= Beginning of Section =

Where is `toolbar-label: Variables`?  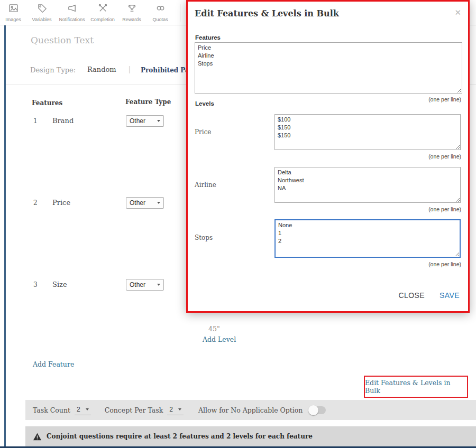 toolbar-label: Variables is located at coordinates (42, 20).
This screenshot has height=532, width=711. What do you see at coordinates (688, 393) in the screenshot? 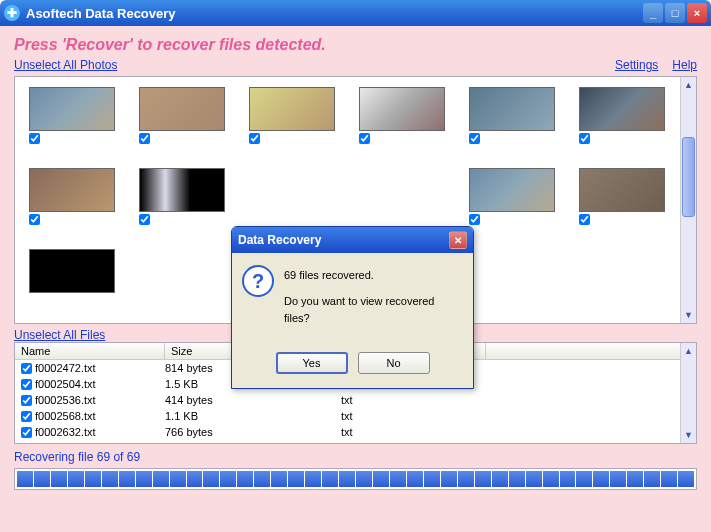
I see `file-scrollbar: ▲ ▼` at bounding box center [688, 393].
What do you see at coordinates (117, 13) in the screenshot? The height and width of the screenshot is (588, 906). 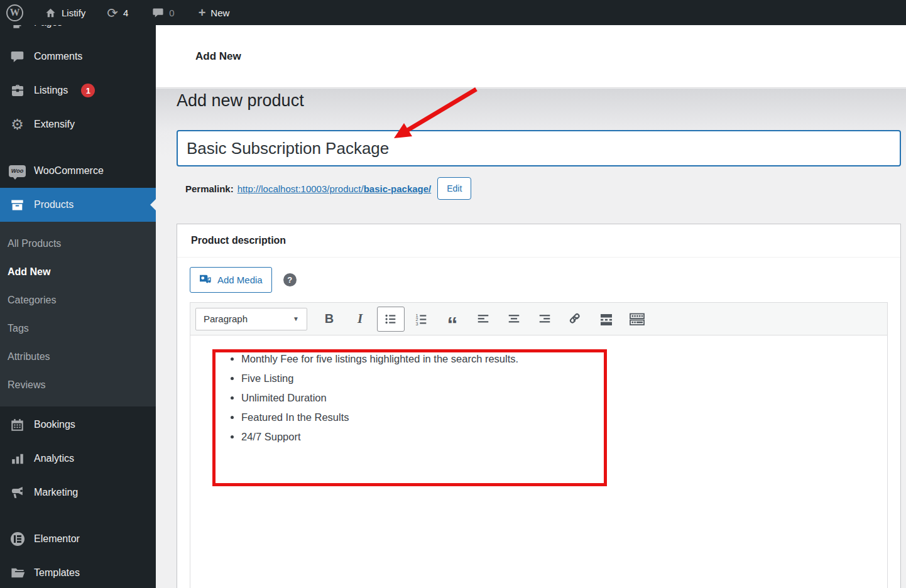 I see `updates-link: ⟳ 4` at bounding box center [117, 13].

= End of Section =
= Beginning of Section =

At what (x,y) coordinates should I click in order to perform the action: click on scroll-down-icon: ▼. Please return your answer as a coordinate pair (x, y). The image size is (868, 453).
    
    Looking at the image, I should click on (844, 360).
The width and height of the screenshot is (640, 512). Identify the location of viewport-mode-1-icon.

= End of Section =
= Beginning of Section =

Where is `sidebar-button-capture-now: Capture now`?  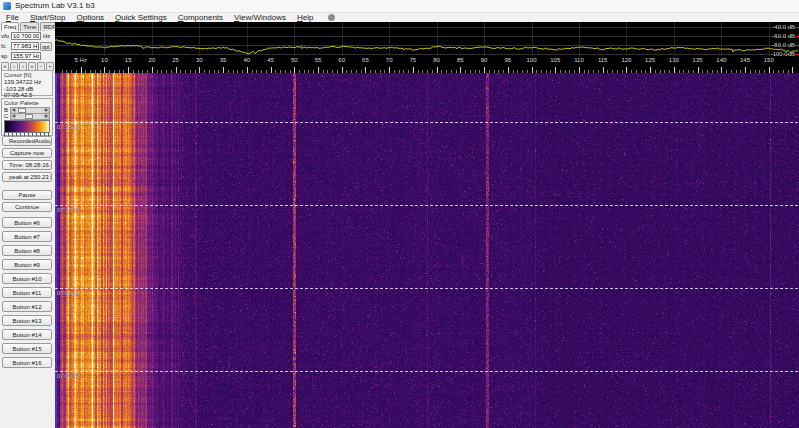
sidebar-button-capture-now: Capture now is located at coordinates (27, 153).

= End of Section =

_TASK OBJECTIVE_
The reply should hold only the lines of the listing above starting at the line containing "At what (x,y)" and ending at the line containing "The width and", exactly as written.

_OUTPUT FOR THIS EXERCISE_
At what (x,y) coordinates should I click in order to perform the action: click on scroll-down-icon: ▼. Please return your answer as a coordinate pair (x, y). The image size is (868, 453).
    
    Looking at the image, I should click on (844, 360).
The width and height of the screenshot is (640, 512). Identify the location of viewport-mode-1-icon.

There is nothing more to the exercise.